Several hundred years ago, compulsory schools were set up as a separate reality. Students were seedlings, while schools were the greenhouses to protect them from outside elements. The mission of schools was to transmit values and teach a body of knowledge. The noise of the real world might taint the righteousness and clarity of the lessons.
Schooling taught us to think of learning as something a person does in isolation and that its ideal delivery takes place in the classroom or the library, cloistered from the outside. Group work is by and large discouraged (it’s called “cheating”). Authorities choose the curriculum. Self-direction is viewed as rebellion.
Some of these same “authorities” credit me with coining the term eLearning. I would never use the word in the executive suite. Why? Because senior managers equate learning and schooling, too; they remember school as an inefficient way to learn. They are not willing to pay for it.

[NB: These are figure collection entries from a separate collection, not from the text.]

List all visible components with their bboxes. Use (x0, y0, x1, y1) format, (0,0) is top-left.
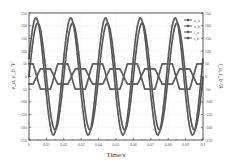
y-tick-label-right: 200 (205, 23, 211, 28)
y-tick-label-right: -50 (205, 87, 210, 92)
y-tick-label: 200 (21, 23, 27, 28)
x-tick-label: 0.04 (95, 142, 102, 147)
legend-label: e_b (194, 24, 200, 29)
legend-label: i_a (194, 30, 199, 35)
x-tick-label: 0.03 (78, 142, 85, 147)
y-tick-label-right: -100 (205, 99, 212, 104)
y-tick-label: 250 (21, 11, 27, 16)
x-axis-label: Time/s (106, 151, 125, 159)
legend: e_ae_bi_ai_b (184, 18, 200, 41)
chart: 00.010.020.030.040.050.060.070.080.090.1… (0, 0, 231, 164)
y-tick-label-right: 50 (205, 61, 209, 66)
legend-label: i_b (194, 36, 199, 41)
y-tick-label: -200 (20, 125, 27, 130)
y-axis-label-left: e_a, e_b /V (10, 61, 16, 89)
x-tick-label: 0.01 (43, 142, 50, 147)
y-tick-label: 150 (21, 36, 27, 41)
x-tick-label: 0 (28, 142, 30, 147)
x-tick-label: 0.1 (201, 142, 206, 147)
y-tick-label-right: -150 (205, 112, 212, 117)
y-tick-label: 50 (23, 61, 27, 66)
y-tick-label-right: -250 (205, 138, 212, 143)
x-tick-label: 0.02 (60, 142, 67, 147)
x-tick-label: 0.06 (130, 142, 137, 147)
y-axis-label-right: i_a, i_b /A (218, 63, 224, 89)
y-tick-label: -250 (20, 138, 27, 143)
y-tick-label-right: 100 (205, 49, 211, 54)
x-tick-label: 0.05 (113, 142, 120, 147)
x-tick-label: 0.07 (147, 142, 154, 147)
x-tick-label: 0.09 (182, 142, 189, 147)
y-tick-label-right: 0 (205, 74, 207, 79)
y-tick-label-right: -200 (205, 125, 212, 130)
y-tick-label-right: 250 (205, 11, 211, 16)
legend-label: e_a (194, 18, 200, 23)
x-tick-label: 0.08 (165, 142, 172, 147)
y-tick-label: -100 (20, 99, 27, 104)
y-tick-label: -50 (22, 87, 27, 92)
y-tick-label-right: 150 (205, 36, 211, 41)
x-axis-ticks: 00.010.020.030.040.050.060.070.080.090.1 (28, 138, 206, 147)
y-tick-label: 0 (25, 74, 27, 79)
y-tick-label: 100 (21, 49, 27, 54)
y-tick-label: -150 (20, 112, 27, 117)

What is wrong with this picture? How many times have you seen a diagram of the learner-centric model that’s supposed to crowd out the instructor-centric model? It usually shows various learning modalities (e.g., content, the web, discussion groups, video conferencing, live help, etc.) arrayed around the worker.

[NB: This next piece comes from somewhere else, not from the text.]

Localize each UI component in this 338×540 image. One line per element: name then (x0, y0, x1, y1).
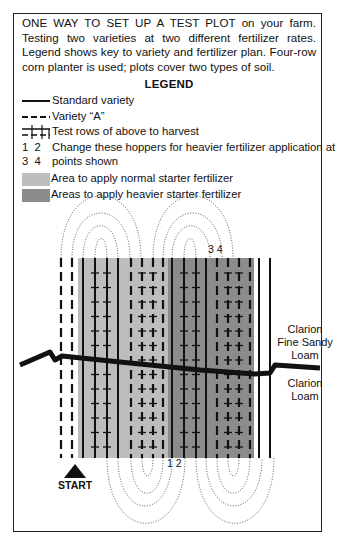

The image is misleading. It implies that the learner is of paramount importance. In the corporation, however, the work of the group comes before the work of any individual. The learner-centric model retains vestiges of the classroom and its one-to-many oversimplification of how things really work.
There’s an even larger problem: work is typically not part of the picture at all. Imagine a situation where a worker must respond in real time. Say there’s an important customer asking about an order or something has gone haywire in the automated warehouse. Learning must be filtered through what’s happening in the work environment. Otherwise, the worker may accept the customer’s order even though there’s nothing in the warehouse to ship.

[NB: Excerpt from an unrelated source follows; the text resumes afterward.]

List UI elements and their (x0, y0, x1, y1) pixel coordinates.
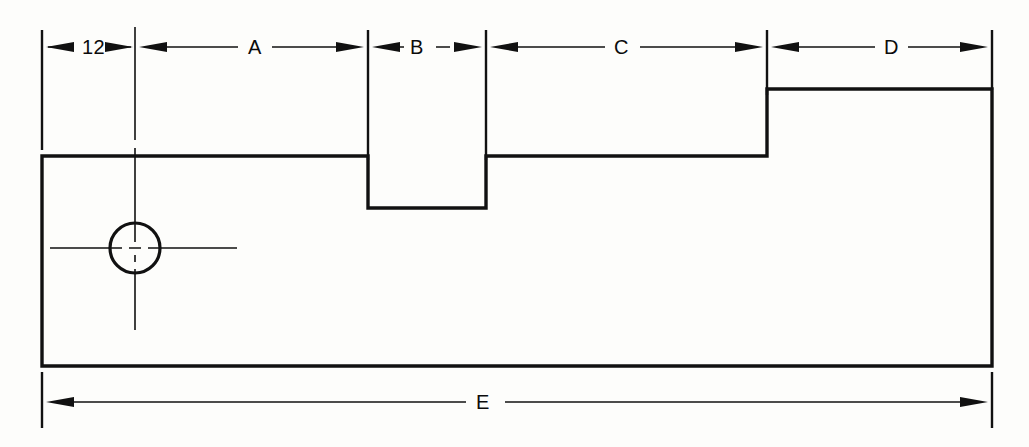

Blending workflow learning.
In the knowledge era, learning is the work. Harvey Singh’s prescient chapter proposes the most important blend of all -- the marriage of learning and work. He describes self-perpetuating systems of continuous improvement. Smart software applies its awareness of conditions and context to take a hand in concocting the ever-changing blend. Cycle times shrink to the point that all business becomes a real-time activity.
The components of Harvey’s workflow learning blend are:
· Portals and web parts
· Internet and mobility
· Granular knowledge nuggets
· Collaboration
· Workflow automation and knowledge linking
· Human and automated virtual mentoring
· Presence awareness
· Simulations
· Business process and performance monitoring
· Continuous knowledge capture and feedback
· Real-time notification, aggregation, and decision support
· Integrated learning and enterprise applications
· Interoperable, re-usable content framework
The end of blend. So, given the breadth of choices, is it worthwhile to read a book about blended learning? Yes, I think it is. As Elliott Masie says, “The magic is in the mix.”
“Blended” is a transitory term. In time it will join “Programmed Instruction” and “Transactional Analysis” in the dust-bin of has-beens. In the meantime, blended is a stepping stone on the way to the future. It reminds us to look at learning challenges from many directions. It makes computer-only training look ridiculous. It drives us to pick the right tools to get the job done.
Enjoy the book. Don’t just read it. Make it a
blended learning experience. Discuss the cases with colleagues. Incorporate it into your plans. Reflect on how to apply its wisdom. Blending will help you learn.